I Wish I’d Written: Mike Rosen
Mike Rosen on Refugee Boy that takes us right back to what books are for…
When I talk with teachers and children about writing, I try to make the point over and over again that it should matter. The absurd thing about the last ten years of literacy initiatives is that they have succeeded in creating activities in schools that make literacy important and literature boring. In the face of all this, Benjamin Zephaniah has produced a book that takes us right back to what books are for. Every day the news is full of lies and hysteria about asylum-seekers, refugees, foreigners and immigrants. Politicians who should know better (as opposed to the racist ones who don’t) have pandered to the uninformed by talking about ‘swamping’ and blaming immigrants for the racism they experience. Here, in Refugee Boy, Benjamin takes us on one boy’s journey through the immigration system in this country. It’s a simple idea, simply told with no complicated narrative techniques or purple passages. When the boy is threatened with deportation, the solidarity of a motley teenage crew rally round and the situations he finds himself in, give Benjamin a chance for moments of wry humour at the expense of, say, kids who argue to the death over who’s top dog or funnier still the taste in grunge music of a particular kind of well-meaning white kid. This isn’t a bleak or strident book, its modesty is utterly appropriate to the character of its hero. This is writing that is about now, for now and in now and speaks straight back to the government front bench. I can only hope that no teacher reduces it to worksheets and asks kids questions about what adjectives Benjamin uses.
Benjamin Zephaniah’s Refugee Boy is published by Bloomsbury (0 7475 5086 7, £4.99). Mike Rosen’s latest book is Lovely Old Roly, ill. Priscilla Lamont (Frances Lincoln, 0 7112 1488 3, £10.99).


▶ PROBLEM DETAILS: Pick out each line of the records in which the word "labels" appears.
DATA LISTING below:
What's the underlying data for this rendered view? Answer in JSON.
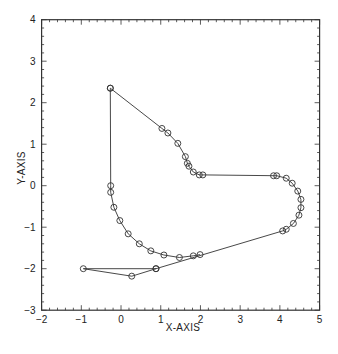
{
  "chart_data": {
    "type": "line",
    "title": "",
    "xlabel": "X-AXIS",
    "ylabel": "Y-AXIS",
    "xlim": [
      -2,
      5
    ],
    "ylim": [
      -3,
      4
    ],
    "xticks": [
      -2,
      -1,
      0,
      1,
      2,
      3,
      4,
      5
    ],
    "yticks": [
      -3,
      -2,
      -1,
      0,
      1,
      2,
      3,
      4
    ],
    "grid": false,
    "legend": null,
    "marker": "circle-open",
    "series": [
      {
        "name": "main-path",
        "points": [
          [
            -0.27,
            2.35
          ],
          [
            1.03,
            1.38
          ],
          [
            1.18,
            1.27
          ],
          [
            1.43,
            1.02
          ],
          [
            1.62,
            0.7
          ],
          [
            1.67,
            0.54
          ],
          [
            1.71,
            0.47
          ],
          [
            1.82,
            0.33
          ],
          [
            1.97,
            0.26
          ],
          [
            2.06,
            0.26
          ],
          [
            3.84,
            0.24
          ],
          [
            3.92,
            0.24
          ],
          [
            4.16,
            0.18
          ],
          [
            4.31,
            0.06
          ],
          [
            4.45,
            -0.13
          ],
          [
            4.53,
            -0.33
          ],
          [
            4.53,
            -0.53
          ],
          [
            4.48,
            -0.71
          ],
          [
            4.34,
            -0.91
          ],
          [
            4.16,
            -1.05
          ],
          [
            4.07,
            -1.09
          ],
          [
            0.88,
            -2.0
          ],
          [
            -0.95,
            -2.0
          ],
          [
            0.27,
            -2.18
          ],
          [
            0.88,
            -2.0
          ]
        ]
      },
      {
        "name": "arc-path",
        "points": [
          [
            1.99,
            -1.66
          ],
          [
            1.82,
            -1.69
          ],
          [
            1.47,
            -1.73
          ],
          [
            1.08,
            -1.67
          ],
          [
            0.75,
            -1.57
          ],
          [
            0.46,
            -1.4
          ],
          [
            0.18,
            -1.16
          ],
          [
            -0.03,
            -0.84
          ],
          [
            -0.18,
            -0.52
          ],
          [
            -0.26,
            -0.16
          ],
          [
            -0.26,
            0.0
          ],
          [
            -0.27,
            2.35
          ]
        ]
      }
    ]
  },
  "labels": {
    "xlabel": "X-AXIS",
    "ylabel": "Y-AXIS"
  }
}
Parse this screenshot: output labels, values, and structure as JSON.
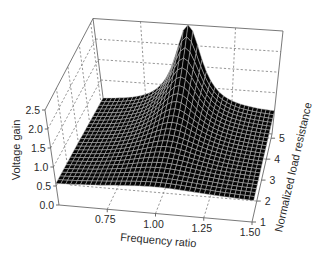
{
  "chart_data": {
    "type": "surface3d",
    "title": "",
    "xlabel": "Frequency ratio",
    "ylabel": "Normalized load resistance",
    "zlabel": "Voltage gain",
    "xlim": [
      0.5,
      1.5
    ],
    "ylim": [
      1,
      5.2
    ],
    "zlim": [
      0,
      2.5
    ],
    "x_ticks": [
      "0.75",
      "1.00",
      "1.25",
      "1.50"
    ],
    "x_tick_values": [
      0.75,
      1.0,
      1.25,
      1.5
    ],
    "y_ticks": [
      "1",
      "2",
      "3",
      "4",
      "5"
    ],
    "y_tick_values": [
      1,
      2,
      3,
      4,
      5
    ],
    "z_ticks": [
      "0.0",
      "0.5",
      "1.0",
      "1.5",
      "2.0",
      "2.5"
    ],
    "z_tick_values": [
      0,
      0.5,
      1.0,
      1.5,
      2.0,
      2.5
    ],
    "grid": true,
    "legend": null,
    "surface_colors": {
      "fill": "#050505",
      "mesh": "#c8c8c8"
    },
    "surface_model": {
      "description": "gain = base + h(r) / (1 + ((f - f0)/w(r))^2), s = (r - 1)/(rmax - 1)",
      "base": 0.5,
      "f0": 1.0,
      "h_front": 0.2,
      "h_back": 2.0,
      "w_front": 0.35,
      "w_back": 0.09,
      "mesh_freq_lines": 41,
      "mesh_load_lines": 24
    },
    "x": [
      0.5,
      0.625,
      0.75,
      0.875,
      1.0,
      1.125,
      1.25,
      1.375,
      1.5
    ],
    "series": [
      {
        "name": "load=1.0",
        "values": [
          0.57,
          0.59,
          0.63,
          0.68,
          0.7,
          0.68,
          0.63,
          0.59,
          0.57
        ]
      },
      {
        "name": "load=1.5",
        "values": [
          0.57,
          0.6,
          0.65,
          0.72,
          0.76,
          0.72,
          0.65,
          0.6,
          0.57
        ]
      },
      {
        "name": "load=2.0",
        "values": [
          0.57,
          0.61,
          0.67,
          0.77,
          0.83,
          0.77,
          0.67,
          0.61,
          0.57
        ]
      },
      {
        "name": "load=2.5",
        "values": [
          0.57,
          0.61,
          0.69,
          0.83,
          0.93,
          0.83,
          0.69,
          0.61,
          0.57
        ]
      },
      {
        "name": "load=3.0",
        "values": [
          0.57,
          0.62,
          0.71,
          0.89,
          1.06,
          0.89,
          0.71,
          0.62,
          0.57
        ]
      },
      {
        "name": "load=3.5",
        "values": [
          0.57,
          0.62,
          0.72,
          0.96,
          1.22,
          0.96,
          0.72,
          0.62,
          0.57
        ]
      },
      {
        "name": "load=4.0",
        "values": [
          0.57,
          0.62,
          0.72,
          1.02,
          1.43,
          1.02,
          0.72,
          0.62,
          0.57
        ]
      },
      {
        "name": "load=4.5",
        "values": [
          0.57,
          0.62,
          0.73,
          1.09,
          1.7,
          1.09,
          0.73,
          0.62,
          0.57
        ]
      },
      {
        "name": "load=5.0",
        "values": [
          0.57,
          0.61,
          0.73,
          1.14,
          2.05,
          1.14,
          0.73,
          0.61,
          0.57
        ]
      },
      {
        "name": "load=5.2",
        "values": [
          0.56,
          0.61,
          0.73,
          1.18,
          2.5,
          1.18,
          0.73,
          0.61,
          0.56
        ]
      }
    ],
    "projection": {
      "floor": {
        "FL": [
          59,
          205
        ],
        "FR": [
          252,
          222
        ],
        "BL": [
          106,
          121
        ],
        "BR": [
          272,
          134
        ]
      },
      "up_per_unit": {
        "FL": [
          -5.6,
          -38
        ],
        "FR": [
          3,
          -38
        ],
        "BL": [
          -5.2,
          -41
        ],
        "BR": [
          4.4,
          -41.2
        ]
      }
    },
    "label_positions": {
      "xlabel": [
        158,
        244,
        5
      ],
      "zlabel": [
        20,
        150,
        -90
      ],
      "ylabel": [
        297,
        168,
        -77
      ]
    }
  }
}
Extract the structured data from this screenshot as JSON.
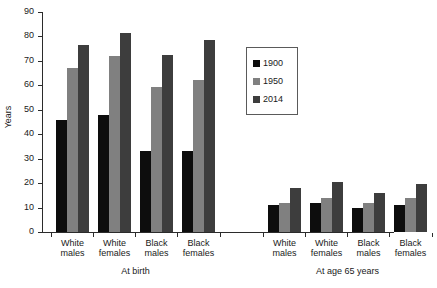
{
  "chart_data": {
    "type": "bar",
    "title": "",
    "xlabel": "",
    "ylabel": "Years",
    "ylim": [
      0,
      90
    ],
    "ytick_step": 10,
    "yticks": [
      "0",
      "10",
      "20",
      "30",
      "40",
      "50",
      "60",
      "70",
      "80",
      "90"
    ],
    "grid": false,
    "legend_position": "upper-center-right",
    "categories": [
      "White males",
      "White females",
      "Black males",
      "Black females",
      "White males",
      "White females",
      "Black males",
      "Black females"
    ],
    "groups": [
      {
        "label": "At birth",
        "categories": [
          "White males",
          "White females",
          "Black males",
          "Black females"
        ]
      },
      {
        "label": "At age 65 years",
        "categories": [
          "White males",
          "White females",
          "Black males",
          "Black females"
        ]
      }
    ],
    "series": [
      {
        "name": "1900",
        "color": "#0d0d0d",
        "values": [
          46,
          48,
          33,
          33,
          11,
          12,
          10,
          11
        ]
      },
      {
        "name": "1950",
        "color": "#808080",
        "values": [
          67,
          72,
          59.5,
          62,
          12,
          14,
          12,
          14
        ]
      },
      {
        "name": "2014",
        "color": "#3d3d3d",
        "values": [
          76.5,
          81.5,
          72.5,
          78.5,
          18,
          20.5,
          16,
          19.5
        ]
      }
    ]
  },
  "legend": {
    "entries": [
      {
        "label": "1900",
        "color": "#0d0d0d"
      },
      {
        "label": "1950",
        "color": "#808080"
      },
      {
        "label": "2014",
        "color": "#3d3d3d"
      }
    ]
  },
  "axis": {
    "y_title": "Years"
  }
}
End of DATA LISTING.
▶ FINISHED EXERCISE:
  "labels": {
Parse this screenshot: output labels, values, and structure as JSON.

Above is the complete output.